When I told Adi that I had a blog post to write on the word prompt ‘voice’ he laughed.

‘Well that shouldn’t be a problem for you, should it? The problem is getting you to shut up.’

Cheek!

But he made me think. I talk freely and easily, arms waving.

Yet sometimes when I sit down to write, I find myself writing what I think I should be saying rather than what is in my heart. If I pause to listen, I then hear the Holy Spirit’s quiet prompt to ‘just write’. Not to be so focused on the perfect opening sentence but to simply jump straight in there with what is on my heart.

When I take those few seconds to listen to Him – usually with a slightly sheepish grin on my face because this is a regular occurrence and you’d think I’ve have learned by now – and follow His wisdom, then writing flows.

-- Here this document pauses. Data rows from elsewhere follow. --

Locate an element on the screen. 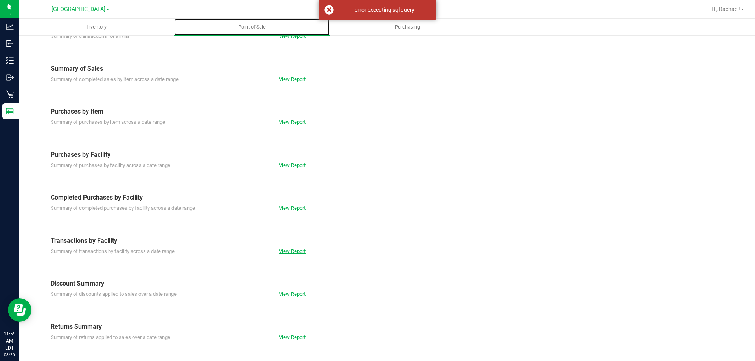 The image size is (755, 361). inline-svg: Reports is located at coordinates (10, 111).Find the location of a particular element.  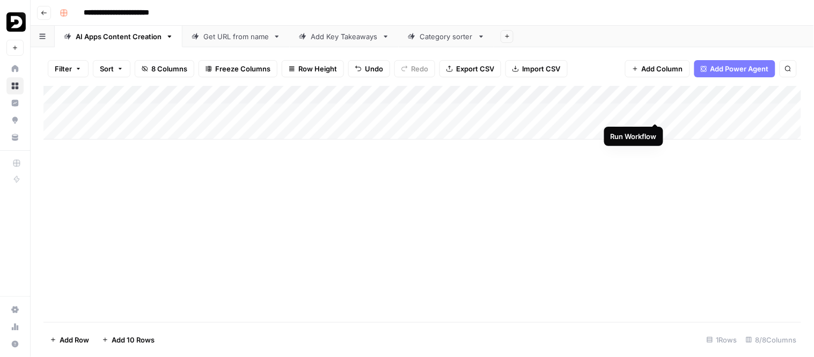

And sometimes I’m amazed at what has cascaded down from my mind to my fingers and out onto the screen.

But when I’m in a rush or tired (like being in the middle of this Lent word-a-day challenge), I think I haven’t got time to listen to Him and my focus shifts from Him to me. That’s never a good thing. At the end of such posts, there’s usually a feeling of frustration of not expressing whatever it is I set out to say, and even emptiness. Because I’d turned it into a striving, doing-it-in-my-own-strength, I-know-better-Lord thing.

Sometimes when I’m in striving mode, the blog post I end up with bears no resemblance whatsoever to the one I started out to write.

Of course, that can happen when the Holy Spirit is in the driving seat (so to speak) too, but when that happens it leaves me feeling satisfied and awed. Because He is using the writing gift He’s given me to bless others through me. And that’s really what we’re here for, isn’t it?